On 21 July, literature lovers around the world celebrate the writer’s 125th birthday anniversary. Despite having lived in many countries around the globe, it is the city of Paris that Hemingway is probably most associated with.
Arriving as a young man with his wife of three months Hadley, he was poor, but ambitious. Calling Paris home between 1921 and 1928, it is the artsy Rive Gauche, the Left Bank of the Seine, which was his preferred haunt. Initially living in a bedsit at Rue du Cardinale Lemoine 74, just off Place de la Contrescarpe, at the top of the market street Rue Mouffetard in the Latin Quarter, without running water, he unsurprisingly spent many hours in the nearby cafés.
As it so often happens with life as an expatriate, you tend to meet people with similar stories and dreams as yours, but introductory letters from American author Sherwood Anderson to a slew of well-known personalities in Paris certainly helped getting him settled in the scene. Hemingway became a firm part of the so-called Lost Generation, a group of writers and artists living and working in Paris in the 1920s, which included illustrious names such as Gertrude Stein, F. Scott Fitzgerald, Sylvia Beach, Ezra Pound, James Joyce, and artists such as Pablo Picasso and Henri Matisse.
While Hemingway rented a room at Rue Descartes 39 to write in, he started to frequent cafés such as La Closerie des Lilas, on Boulevard Montparnasse, just by the Jardin du Luxembourg, where he reportedly stocked up his meagre food cupboard occasionally by catching wild pigeons, and other cafés such as the Dôme, and La Rotonde, steps away at the corner of Boulevard Raspail. In the 1920s, café culture in Paris was cheap, and you could spend hours discussing your creative ideas with fellow artists over a cup of coffee or a bottle of wine. La Closerie des Lilas still has metal plaques on the tables to commemorate favourite seats of famous people, such as those of Simone de Beauvoir and Jean Paul Satre, with Hemingway’s plaque located firmly at the bar.
Another favourite spot, of Satre and de Beauvoir, as well as the Hemingway set were the cafés on Boulevard Saint Germain. A regular spot was Les Deux Magots, but he also frequented the Café de Flore next door, and, when he had money, Brasserie Lipp, on the opposite side of the road, where he loved the Alsatian sausages with potato salad.
Working as a European correspondent while trying to write fiction, Hemingway not only travelled widely throughout Europe, but also wrote regularly about Paris, covering news stories as well as expatriate gossip. Ironically, in one story for the Toronto Daily Star, he famously lambasted the café culture of Paris, and particularly that of La Rotonde, bad-mouthing the artistic expatriates of Paris hanging around cafés, all while having his place firmly among them.
Hadley and Hemingway welcomed their first child, John, nicknamed Bumby, in 1923 in Toronto, and upon their return to Paris, Hemingway not only published his first novel in 1926, The Sun Also Rises, a semi-biographical story about American and British expats in Spain, but also collections of previously published short stories. After briefly moving in with Ezra Pound and his wife at Rue Notre Dame-de-Champs 70, the Hemingway family relocated to Notre-Dame-des-Champs 113, living above a sawmill, an address that no longer exists today.
With Hemingway’s literary success came the breakdown of his first marriage, with the pretty much immediate onset of his second marriage, this one to Vogue journalist, and reason for the divorce, Pauline Pfeiffer. They started off life together in her apartment at Rue Ferou 6, which would have lain right en route between his apartment and the cafés in Saint-Germain-des-Pres, and, after the wedding, they moved into Rue Froidevaux 69, south of Montparnasse Cemetery, but still within steps of his favourite cafés, and sticking to the Left Bank.
Hemingway left Paris in 1928, no longer a poor man, and stored a couple of custom-made Louis Vuitton trunks at the Ritz Paris, one of his few regular spots on the other side of the Seine. In 1944, after the end of WWII, he came to ‘liberate’ the Ritz, and reclaim his cases. Inside where the hand-written notes he took during his life in Paris, which became the basis of A Moveable Feast. Sadly, the book, one of his most famous ones, was only published posthumously in 1964.
Further Hemingway addresses to search out in Paris:
- Shakespear & Co, the original store, opened by Sylvia Back, was at Rue de l’ Odéon 12, but today’s store still sells all of Hemingway’s and his fellow Lost Generation books.
- Hôtel d’Angleterre (then Hôtel Jacob), is where Hadley and Hemingway stayed on their first night in Paris. Room 14 is still the Hemingway room, and you can book it.
- Musée du Luxembourg, was where Hemingway wandered, to while time away and get over his hunger pangs.
- Square du Vert-Gallant, one of the most romantic spots in Paris, at the tip of Île de la Cité, under the iconic willow tree, is where Hemingway often fished.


# Exercise
For each line in the records that contains "strong", make a copy.

# Records for this exercise
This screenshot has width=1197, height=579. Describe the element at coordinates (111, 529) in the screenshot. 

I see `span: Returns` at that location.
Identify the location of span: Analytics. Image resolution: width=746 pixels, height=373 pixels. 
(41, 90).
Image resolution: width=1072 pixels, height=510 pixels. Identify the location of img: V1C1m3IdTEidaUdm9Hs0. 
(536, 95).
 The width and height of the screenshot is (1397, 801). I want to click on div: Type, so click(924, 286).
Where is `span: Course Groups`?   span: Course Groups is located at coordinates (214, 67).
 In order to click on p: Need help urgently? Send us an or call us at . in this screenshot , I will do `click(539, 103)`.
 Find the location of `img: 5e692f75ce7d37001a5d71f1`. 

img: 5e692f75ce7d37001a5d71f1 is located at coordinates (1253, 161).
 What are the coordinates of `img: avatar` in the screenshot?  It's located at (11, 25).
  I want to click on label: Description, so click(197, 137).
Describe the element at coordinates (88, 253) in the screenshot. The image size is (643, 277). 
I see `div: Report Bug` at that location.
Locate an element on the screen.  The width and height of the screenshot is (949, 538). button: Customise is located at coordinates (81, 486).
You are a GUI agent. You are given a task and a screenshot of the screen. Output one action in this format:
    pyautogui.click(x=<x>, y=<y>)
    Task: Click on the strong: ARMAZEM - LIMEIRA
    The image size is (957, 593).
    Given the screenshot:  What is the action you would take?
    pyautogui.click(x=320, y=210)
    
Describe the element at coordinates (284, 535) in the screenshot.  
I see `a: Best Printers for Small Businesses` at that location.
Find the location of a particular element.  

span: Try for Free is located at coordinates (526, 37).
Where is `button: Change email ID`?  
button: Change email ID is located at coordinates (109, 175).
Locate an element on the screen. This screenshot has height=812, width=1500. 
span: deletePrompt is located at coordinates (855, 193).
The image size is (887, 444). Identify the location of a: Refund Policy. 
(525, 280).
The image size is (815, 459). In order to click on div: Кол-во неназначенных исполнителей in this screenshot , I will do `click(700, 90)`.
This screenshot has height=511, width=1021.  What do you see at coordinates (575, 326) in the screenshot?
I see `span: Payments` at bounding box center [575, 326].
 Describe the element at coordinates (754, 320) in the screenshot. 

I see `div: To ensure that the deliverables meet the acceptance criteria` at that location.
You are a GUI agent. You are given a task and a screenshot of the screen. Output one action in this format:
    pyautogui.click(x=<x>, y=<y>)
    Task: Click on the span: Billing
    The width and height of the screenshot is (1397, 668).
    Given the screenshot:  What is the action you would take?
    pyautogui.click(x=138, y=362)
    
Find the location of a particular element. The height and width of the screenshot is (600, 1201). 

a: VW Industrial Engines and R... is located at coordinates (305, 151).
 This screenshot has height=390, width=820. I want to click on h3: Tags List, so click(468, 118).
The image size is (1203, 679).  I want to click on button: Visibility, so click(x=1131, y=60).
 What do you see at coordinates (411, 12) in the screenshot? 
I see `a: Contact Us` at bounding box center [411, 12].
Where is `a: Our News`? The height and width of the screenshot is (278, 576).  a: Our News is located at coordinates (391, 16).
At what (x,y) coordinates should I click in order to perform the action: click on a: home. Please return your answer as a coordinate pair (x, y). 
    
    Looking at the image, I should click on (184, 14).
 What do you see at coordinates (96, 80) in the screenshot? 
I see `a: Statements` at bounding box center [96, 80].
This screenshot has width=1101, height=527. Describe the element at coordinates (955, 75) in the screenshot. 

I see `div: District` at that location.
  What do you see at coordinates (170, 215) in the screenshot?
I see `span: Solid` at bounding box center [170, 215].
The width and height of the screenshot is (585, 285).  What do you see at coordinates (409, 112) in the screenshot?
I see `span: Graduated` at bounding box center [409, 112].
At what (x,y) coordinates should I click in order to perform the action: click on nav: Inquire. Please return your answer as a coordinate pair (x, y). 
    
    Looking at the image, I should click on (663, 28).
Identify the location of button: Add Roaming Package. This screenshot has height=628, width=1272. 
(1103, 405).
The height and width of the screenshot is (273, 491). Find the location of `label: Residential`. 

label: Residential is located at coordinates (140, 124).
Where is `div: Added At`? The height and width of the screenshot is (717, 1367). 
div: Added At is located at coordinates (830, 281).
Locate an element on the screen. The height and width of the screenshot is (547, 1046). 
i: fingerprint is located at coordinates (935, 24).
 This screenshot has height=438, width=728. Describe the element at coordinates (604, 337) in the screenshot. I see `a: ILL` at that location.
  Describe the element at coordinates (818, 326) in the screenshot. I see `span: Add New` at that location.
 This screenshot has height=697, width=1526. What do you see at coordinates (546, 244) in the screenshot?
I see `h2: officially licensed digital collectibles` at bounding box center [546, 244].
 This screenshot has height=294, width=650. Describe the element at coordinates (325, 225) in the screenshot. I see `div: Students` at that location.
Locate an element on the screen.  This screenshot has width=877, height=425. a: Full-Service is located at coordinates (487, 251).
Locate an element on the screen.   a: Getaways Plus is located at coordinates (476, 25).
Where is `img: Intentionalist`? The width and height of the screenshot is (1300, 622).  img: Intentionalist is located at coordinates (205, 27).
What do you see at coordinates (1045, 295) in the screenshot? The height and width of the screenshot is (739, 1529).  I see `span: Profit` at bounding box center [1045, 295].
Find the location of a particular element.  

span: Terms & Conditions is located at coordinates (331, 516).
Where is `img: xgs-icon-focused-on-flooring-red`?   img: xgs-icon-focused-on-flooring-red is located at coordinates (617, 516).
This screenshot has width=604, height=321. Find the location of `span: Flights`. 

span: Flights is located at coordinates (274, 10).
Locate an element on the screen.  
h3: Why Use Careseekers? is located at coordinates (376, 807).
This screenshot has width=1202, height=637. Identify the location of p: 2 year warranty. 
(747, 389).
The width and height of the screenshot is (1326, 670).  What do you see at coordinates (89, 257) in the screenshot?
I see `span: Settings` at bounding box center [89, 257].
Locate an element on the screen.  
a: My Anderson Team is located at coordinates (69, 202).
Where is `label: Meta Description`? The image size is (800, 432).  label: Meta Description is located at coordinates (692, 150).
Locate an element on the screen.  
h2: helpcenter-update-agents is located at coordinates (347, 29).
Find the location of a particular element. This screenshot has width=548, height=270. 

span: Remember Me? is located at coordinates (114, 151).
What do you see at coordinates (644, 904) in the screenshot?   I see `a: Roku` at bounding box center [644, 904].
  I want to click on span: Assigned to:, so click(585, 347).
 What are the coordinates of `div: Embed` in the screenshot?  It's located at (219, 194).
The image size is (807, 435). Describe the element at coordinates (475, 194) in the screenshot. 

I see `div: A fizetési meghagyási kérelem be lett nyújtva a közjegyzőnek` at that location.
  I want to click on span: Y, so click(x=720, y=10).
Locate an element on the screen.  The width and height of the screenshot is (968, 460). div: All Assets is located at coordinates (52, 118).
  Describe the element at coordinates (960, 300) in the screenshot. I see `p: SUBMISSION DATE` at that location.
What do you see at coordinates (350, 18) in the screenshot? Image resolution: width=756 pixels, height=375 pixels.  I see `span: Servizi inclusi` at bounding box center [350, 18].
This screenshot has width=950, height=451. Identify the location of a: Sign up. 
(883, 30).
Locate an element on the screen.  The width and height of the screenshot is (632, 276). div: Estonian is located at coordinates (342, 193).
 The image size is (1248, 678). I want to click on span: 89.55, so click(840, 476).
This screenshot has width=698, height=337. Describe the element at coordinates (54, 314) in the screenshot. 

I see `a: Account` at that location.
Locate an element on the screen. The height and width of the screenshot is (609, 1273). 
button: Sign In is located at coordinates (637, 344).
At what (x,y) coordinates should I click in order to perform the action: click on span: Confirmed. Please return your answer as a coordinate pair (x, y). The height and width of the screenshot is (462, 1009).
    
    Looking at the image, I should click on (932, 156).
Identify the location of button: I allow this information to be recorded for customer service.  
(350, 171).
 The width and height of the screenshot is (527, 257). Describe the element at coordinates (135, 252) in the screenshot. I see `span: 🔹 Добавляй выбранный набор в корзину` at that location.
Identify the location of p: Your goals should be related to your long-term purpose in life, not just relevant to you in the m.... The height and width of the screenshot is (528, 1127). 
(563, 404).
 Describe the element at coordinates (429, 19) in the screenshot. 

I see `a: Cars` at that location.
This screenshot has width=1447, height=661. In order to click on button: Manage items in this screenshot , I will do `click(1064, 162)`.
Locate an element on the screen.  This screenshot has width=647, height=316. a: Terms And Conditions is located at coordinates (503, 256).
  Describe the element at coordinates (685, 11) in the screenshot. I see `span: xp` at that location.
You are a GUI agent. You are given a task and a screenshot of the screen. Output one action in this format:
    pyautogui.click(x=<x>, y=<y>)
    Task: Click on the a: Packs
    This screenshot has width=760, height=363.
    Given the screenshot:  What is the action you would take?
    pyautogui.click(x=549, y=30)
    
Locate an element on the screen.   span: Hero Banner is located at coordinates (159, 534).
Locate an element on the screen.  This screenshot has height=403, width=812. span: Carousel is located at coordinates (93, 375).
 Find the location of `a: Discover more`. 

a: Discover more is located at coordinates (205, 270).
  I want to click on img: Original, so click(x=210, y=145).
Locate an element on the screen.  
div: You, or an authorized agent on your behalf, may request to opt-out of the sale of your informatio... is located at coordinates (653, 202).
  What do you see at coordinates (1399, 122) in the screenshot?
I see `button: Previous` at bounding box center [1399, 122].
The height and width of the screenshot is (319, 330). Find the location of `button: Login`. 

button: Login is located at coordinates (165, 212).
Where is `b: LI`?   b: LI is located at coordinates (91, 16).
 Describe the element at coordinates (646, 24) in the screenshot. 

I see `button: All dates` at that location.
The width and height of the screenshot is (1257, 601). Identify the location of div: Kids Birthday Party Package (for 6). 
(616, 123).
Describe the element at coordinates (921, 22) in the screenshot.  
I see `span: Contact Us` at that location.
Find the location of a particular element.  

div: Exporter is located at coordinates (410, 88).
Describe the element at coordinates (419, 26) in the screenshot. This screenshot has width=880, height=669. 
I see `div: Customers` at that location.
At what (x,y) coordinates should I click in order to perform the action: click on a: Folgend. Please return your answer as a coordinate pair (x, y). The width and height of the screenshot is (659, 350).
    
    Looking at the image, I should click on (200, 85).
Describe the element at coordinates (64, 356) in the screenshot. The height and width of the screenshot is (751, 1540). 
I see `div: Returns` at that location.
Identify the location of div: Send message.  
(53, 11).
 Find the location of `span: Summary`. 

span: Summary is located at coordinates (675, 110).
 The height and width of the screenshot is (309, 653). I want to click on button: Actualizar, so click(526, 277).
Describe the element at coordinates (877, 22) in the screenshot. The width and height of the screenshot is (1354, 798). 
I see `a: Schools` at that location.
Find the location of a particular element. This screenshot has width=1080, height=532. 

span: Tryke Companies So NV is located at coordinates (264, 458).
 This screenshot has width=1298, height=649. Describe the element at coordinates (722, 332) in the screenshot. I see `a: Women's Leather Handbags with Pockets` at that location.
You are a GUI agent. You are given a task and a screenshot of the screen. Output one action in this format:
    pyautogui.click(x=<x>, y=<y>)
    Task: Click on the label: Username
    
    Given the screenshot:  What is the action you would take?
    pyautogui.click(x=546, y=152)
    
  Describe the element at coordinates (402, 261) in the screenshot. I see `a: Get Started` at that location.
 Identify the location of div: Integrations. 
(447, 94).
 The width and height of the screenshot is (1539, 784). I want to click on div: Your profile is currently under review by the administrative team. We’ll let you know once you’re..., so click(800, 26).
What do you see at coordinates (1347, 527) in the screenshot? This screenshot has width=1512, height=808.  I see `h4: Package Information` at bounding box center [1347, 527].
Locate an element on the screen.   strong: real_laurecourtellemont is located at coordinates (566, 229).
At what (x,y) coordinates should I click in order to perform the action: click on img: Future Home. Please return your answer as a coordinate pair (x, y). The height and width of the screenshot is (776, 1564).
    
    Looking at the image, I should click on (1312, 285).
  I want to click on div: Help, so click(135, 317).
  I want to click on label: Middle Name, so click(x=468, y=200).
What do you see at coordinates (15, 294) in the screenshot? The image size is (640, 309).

# Answer for this exercise
    Task: Click on the strong: ARMAZEM - LIMEIRA
Locate an element on the screen.   strong: real_laurecourtellemont is located at coordinates (566, 229).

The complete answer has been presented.